In looking at my recipe card after completing this podcast, I found my notation: "This is a winner!!", followed by, in my tiny writing, "a recipe from Kristi Bissell of Nebraska". So I can personally attest that Kristi can teach even me to reliably make this challenging cookie. She's for real! Check out her blog at true-north-kitchen.com.

Friday Jul 09, 2021
Sami Folktales
Friday Jul 09, 2021
Friday Jul 09, 2021
The Sami, formerly called Lapps, live in the far north of Norway, Sweden, and Finland in a land where the sun never sets. Storytelling has a strong tradition among the Sami, with tales that are a little different from other Nordic folktales. Join us as we read story translations from the first collectors, J. A. Friis and J. K. Qvigstad, and from ethnographer Emilie Demant Hatt. We read from the 2019 translation of Demant Hatt's "By the Fire: Sami Folktales and Legends" (translated by Barbara Sjoholm).
We also hear Nick Ericson of The Six Feet Back Band playing "The Dwight Lamb Polka" on his button accordion.
Join us for the unusual stories about reindeer, sheep, Stallo the troll, and a shaman!

Sunday Mar 28, 2021
Artist Sven Lindauer and the Non-Viking Vikings
Sunday Mar 28, 2021
Sunday Mar 28, 2021
Sven Lindauer is an accomplished historical artist who worked for National Geographic and museums. Now Lindauer has set his artistic eye on the Norse of the Viking Age -- the non-Viking Vikings" who weren't the warriors, but the farmers, blacksmiths, Skaldic poets, musicians, sail-makers, among others. He published The Art and Crafts of Ancient Scandinavia in 2020 with scenes of everyday life and explanations of these scenes. Join me as I interview Mr. Lindauer about his career as an artist, his historical research, and the 7 year journey to these historically-accurate and fascinating scenes of ancient Scandinavia.

Tuesday Nov 24, 2020
3 Trees & 2 Ave Marias
Tuesday Nov 24, 2020
Tuesday Nov 24, 2020
In this Winter Solstice/Christmas podcast we hear two stories and an interview about "trees" - the krumkake, the noble fir, and the lingonberry.
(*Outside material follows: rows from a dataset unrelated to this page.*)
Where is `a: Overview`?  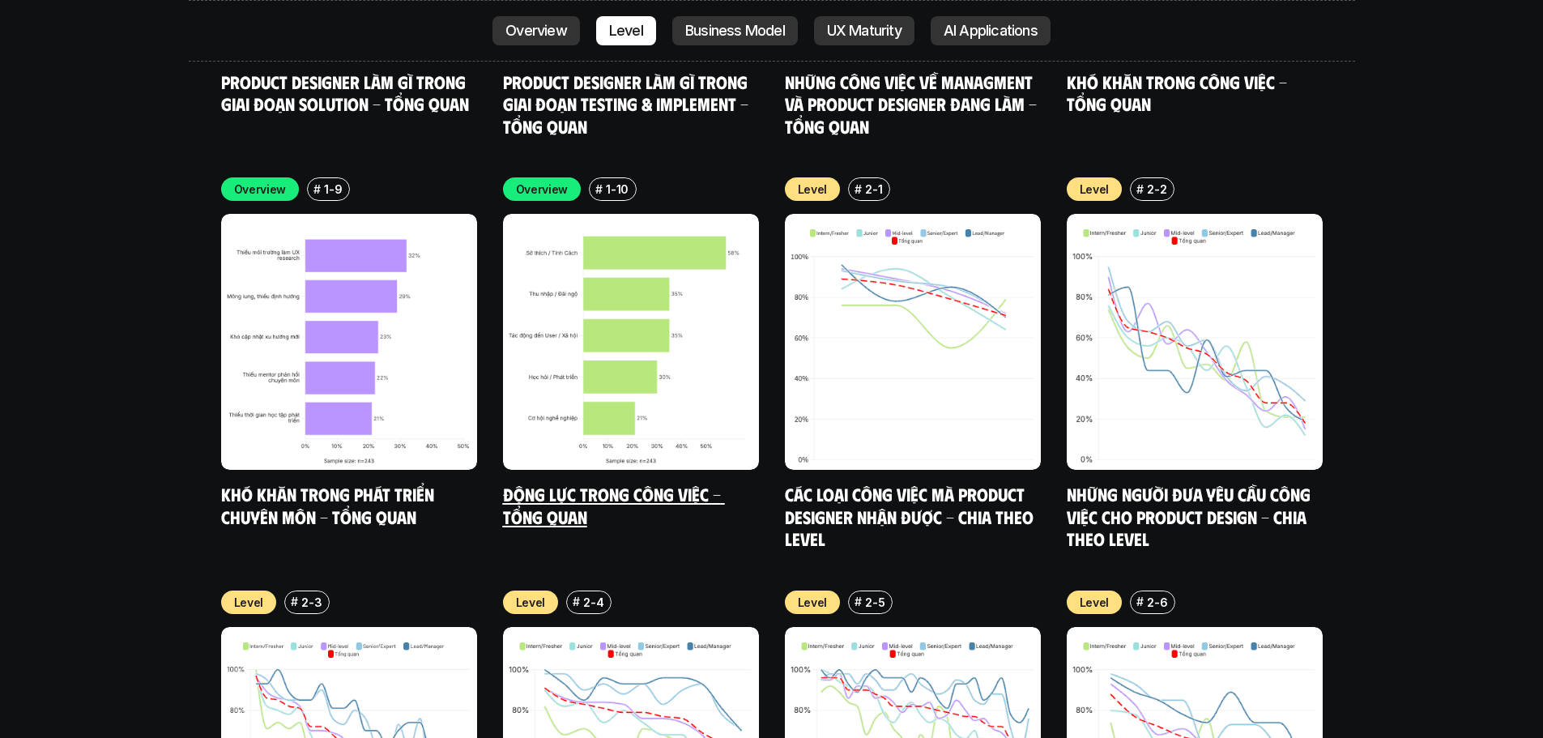
a: Overview is located at coordinates (536, 31).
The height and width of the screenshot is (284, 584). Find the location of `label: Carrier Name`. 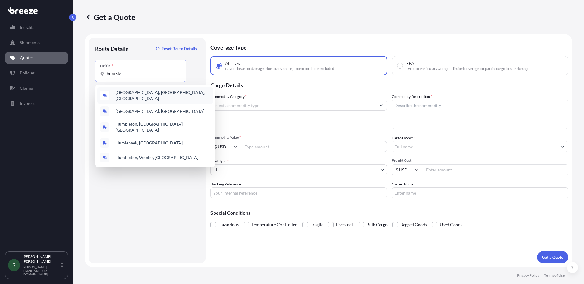

label: Carrier Name is located at coordinates (402, 184).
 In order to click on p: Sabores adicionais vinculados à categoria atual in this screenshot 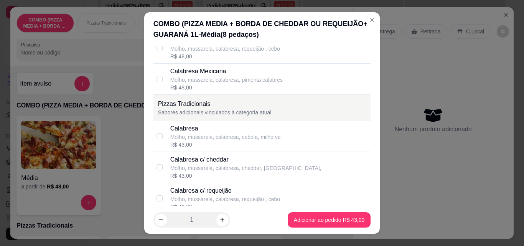, I will do `click(262, 112)`.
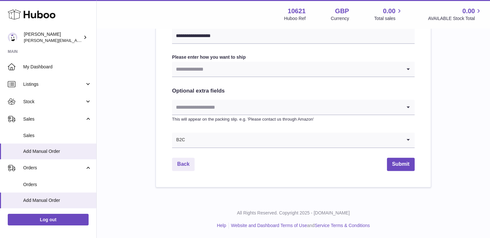 The image size is (490, 238). What do you see at coordinates (13, 37) in the screenshot?
I see `img: steven@scoreapp.com` at bounding box center [13, 37].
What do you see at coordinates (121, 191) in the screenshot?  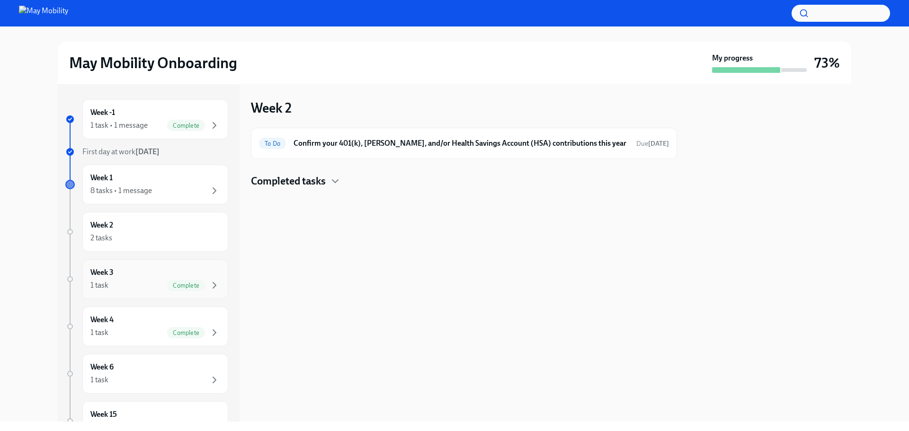 I see `div: 8 tasks • 1 message` at bounding box center [121, 191].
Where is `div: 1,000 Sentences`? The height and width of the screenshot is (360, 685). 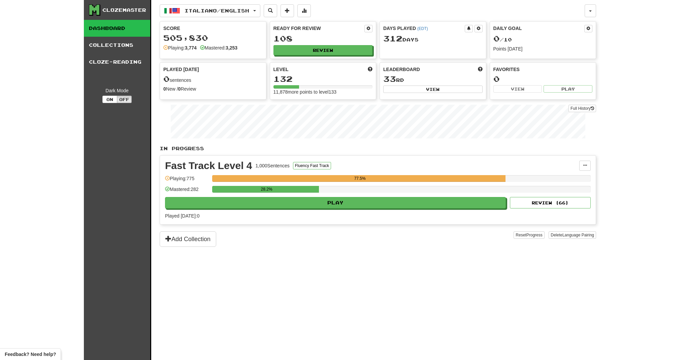 div: 1,000 Sentences is located at coordinates (272, 166).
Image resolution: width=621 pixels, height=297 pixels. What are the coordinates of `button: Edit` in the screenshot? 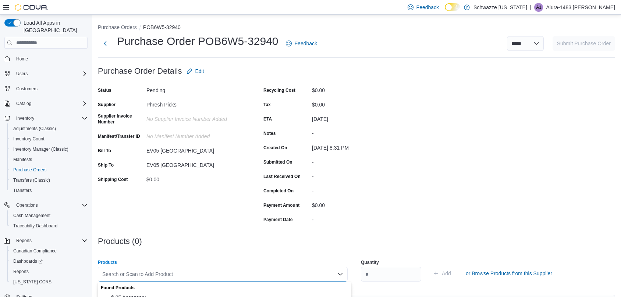 It's located at (195, 71).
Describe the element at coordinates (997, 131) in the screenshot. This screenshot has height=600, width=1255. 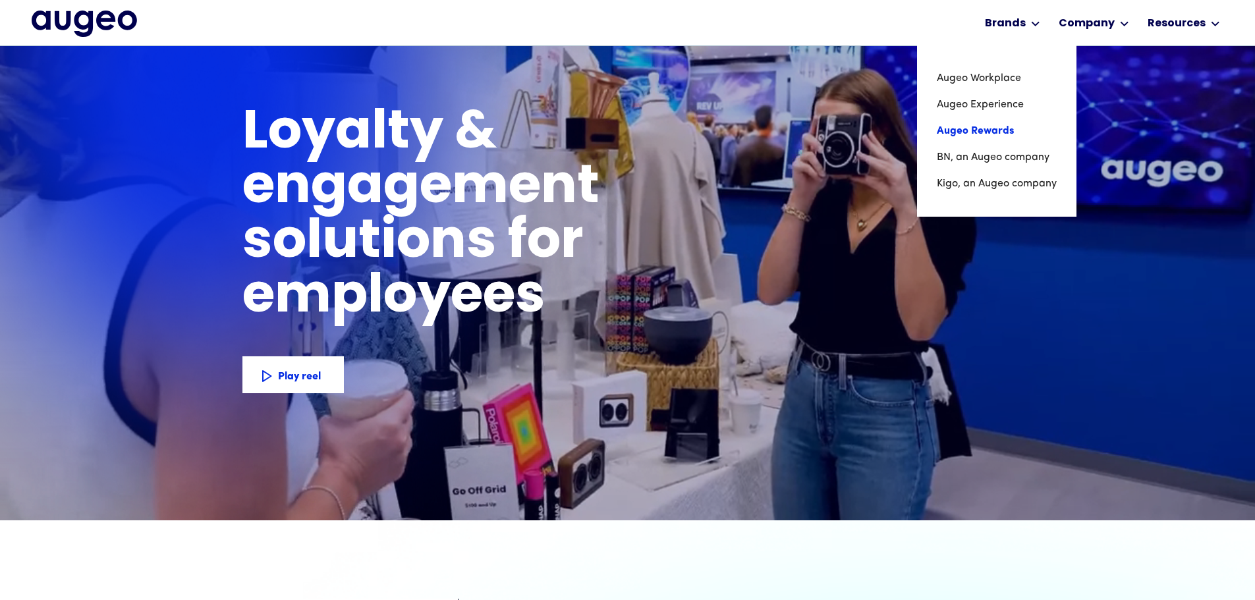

That is, the challenge of making a functional krumkake, the odyssey of cutting our own ragged Christmas tree, and a special on-site interview with Pacific Northwest lingonberry farmer, Leslie Lindskog. We also investigate the origins of the beautiful Ave Marias of Bach/Gounod and Franz Schubert. Join us!

Saturday Oct 31, 2020
The House that Ron Loge Built: The Stabbur
Saturday Oct 31, 2020
Saturday Oct 31, 2020
The centerpiece of every farm in Norway was always the storehouse, or stabbur. The food stored during summer and fall in this humble log and stave building was what got people through the long, cold winters every year. They were built so well, many are still standing 300 years later. Join us as we l hear the story from a man who built his own version in the mountains of Montana, and learned to carve the portals just like the stave churches of old. We also hear a song played by the Nordahl Grieg Spelemannslag.